It’s been our long-held view that most fund managers (ignoring trackers) are less than fair when it comes to charges. Annual charges for most actively managed funds are rather similar (at what is generally considered a very profitable level) and managers invariably fail to share economies of scale with customers as their funds grow in size.
Fund managers don’t seemingly want to upset the status quo, so the catalyst for change needs to come from investors and/or the regulator. Since investor power is rather lacking, probably because most are either naïve about fund charges or simply don’t care – we had high hopes when the Financial Conduct Authority (FCA) published a paper last year clearly highlighting how fund managers were failing investors, primarily over charges.
Those high hopes have today turned to disappointment, as the FCA’s final report on how it proposes to fix these issues is a damp squib and unlikely to make a tangible difference to most investors.
The key proposal appears to be a desire to move towards an ‘all in one’ annual charge. The main difference between this proposed charge and the current Ongoing Annual Charge Figure (OCF) is the addition of transaction costs (mostly dealing fees when a fund manager buys and sells shares), which tend to be between 0.1%-0.4% a year.
We don’t think this make much difference, if anything it will probably just create further confusion around charges.
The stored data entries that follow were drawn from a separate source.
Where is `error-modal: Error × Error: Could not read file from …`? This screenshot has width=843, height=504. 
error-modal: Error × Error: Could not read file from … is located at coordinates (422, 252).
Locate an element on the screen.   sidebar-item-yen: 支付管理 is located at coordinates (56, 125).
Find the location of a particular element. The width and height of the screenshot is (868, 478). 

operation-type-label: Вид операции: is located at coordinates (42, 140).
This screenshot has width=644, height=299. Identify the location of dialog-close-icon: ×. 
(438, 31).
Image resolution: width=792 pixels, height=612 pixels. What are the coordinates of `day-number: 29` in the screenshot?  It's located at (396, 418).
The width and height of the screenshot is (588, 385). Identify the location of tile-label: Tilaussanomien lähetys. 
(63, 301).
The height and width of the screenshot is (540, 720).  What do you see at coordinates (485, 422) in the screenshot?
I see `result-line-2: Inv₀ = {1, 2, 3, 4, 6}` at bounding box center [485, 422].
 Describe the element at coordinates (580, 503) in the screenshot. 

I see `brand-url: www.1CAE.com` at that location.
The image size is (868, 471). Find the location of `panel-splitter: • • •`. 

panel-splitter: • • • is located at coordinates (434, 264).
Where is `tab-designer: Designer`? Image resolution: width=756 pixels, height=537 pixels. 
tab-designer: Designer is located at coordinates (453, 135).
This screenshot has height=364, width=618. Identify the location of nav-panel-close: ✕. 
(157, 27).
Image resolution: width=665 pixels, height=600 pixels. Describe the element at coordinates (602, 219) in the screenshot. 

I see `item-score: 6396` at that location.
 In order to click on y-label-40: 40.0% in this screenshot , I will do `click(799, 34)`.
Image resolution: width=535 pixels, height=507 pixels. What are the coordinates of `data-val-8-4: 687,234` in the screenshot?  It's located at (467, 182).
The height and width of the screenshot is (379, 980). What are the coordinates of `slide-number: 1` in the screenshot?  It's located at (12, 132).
The key areas where we feel fund managers are acting unfairly are price clustering, failing to pass on economies of scale and profiting from inflated admin expense claims.
Looking at each in turn:
Price clustering
Perhaps it’s little co-incidence that most actively managed funds charge a 0.75% annual management fee. There is no rational reason for this other than it’s what managers have gotten away with for years. While I doubt this is formal price collusion, there is no incentive for any of the larger managers to break rank and risk disturbing their high profit margins. This means very little likelihood of price competition and nothing the FCA has said today will likely change that.
Economies of scale
A manager running a £10 billion fund will typically generate 100 times more in management fees than one running a £100 million fund, yet the additional costs of running the larger fund are significantly less. We’d like to see fund managers running large funds share some of the economies of scale with customers by reducing their annual management charge, but this doesn’t currently happen.
Inflated expense claims
As well as annual management charges, managers also usually claim administrative expenses from their funds. However, our research suggests some likely claim well in excess of the actual expenses incurred. The most notable example is M&G, which has been claiming over £100 million a year from its funds via this questionable practice. Other notable examples include Jupiter, Fidelity, Schroders, Scottish Widows and JPM. It’s an unfair and unacceptable practice which the FCA should be stamping out, but despite recognising the problem today’s report offers no solution.
Fund management has always been a somewhat one-sided affair, in that investors take the lion’s share of risk while fund managers usually enjoy high profit margins. Today’s FCA report was a real opportunity to re-address that balance, but sadly I just can’t see that happening as the FCA is relying too heavily on price competition – which to date has been largely absent.